Directions
Exact repetition of a range: find the line containing "Image resolution: width=596" and the line containing "Find the location of a particular element. The" in the material below, then repeat both and all lines between them, leaving pictures out.

Given records
**********

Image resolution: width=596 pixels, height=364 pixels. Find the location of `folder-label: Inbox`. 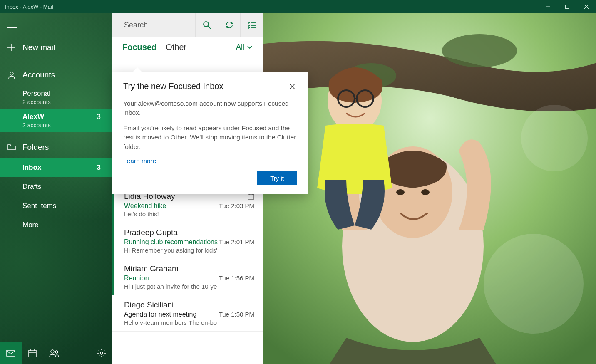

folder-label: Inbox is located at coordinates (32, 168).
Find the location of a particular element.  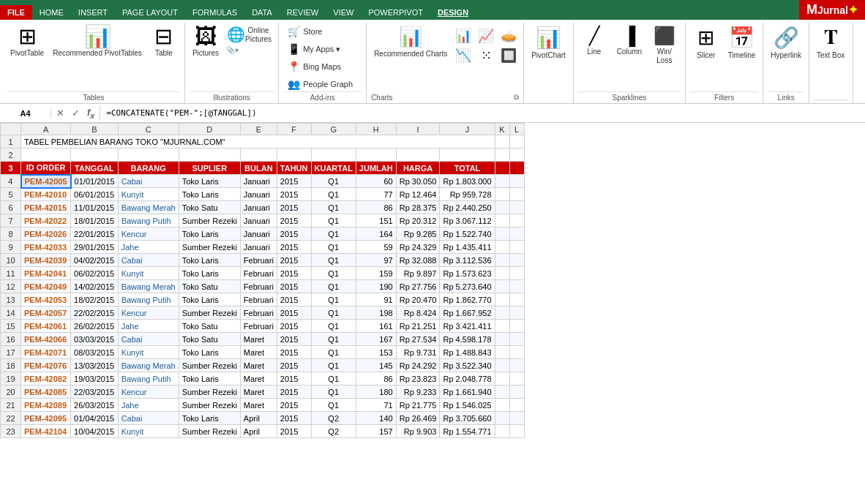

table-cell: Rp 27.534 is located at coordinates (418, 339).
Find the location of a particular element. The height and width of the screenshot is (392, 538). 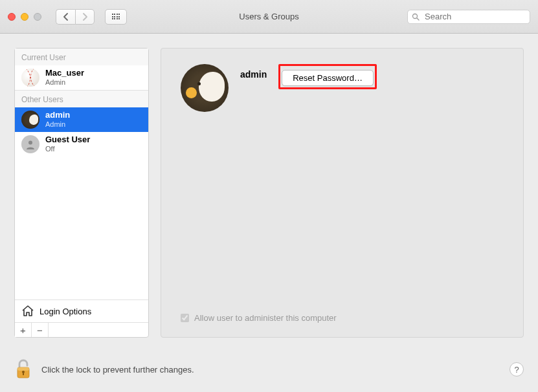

**********

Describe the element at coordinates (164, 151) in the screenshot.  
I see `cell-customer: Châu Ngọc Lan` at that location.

**********

Solved exercise
Image resolution: width=596 pixels, height=364 pixels. Find the location of `folder-label: Inbox`. 

folder-label: Inbox is located at coordinates (32, 168).
Find the location of a particular element.  

table-cell: Rp 27.534 is located at coordinates (418, 339).
Find the location of a particular element. The height and width of the screenshot is (392, 538). 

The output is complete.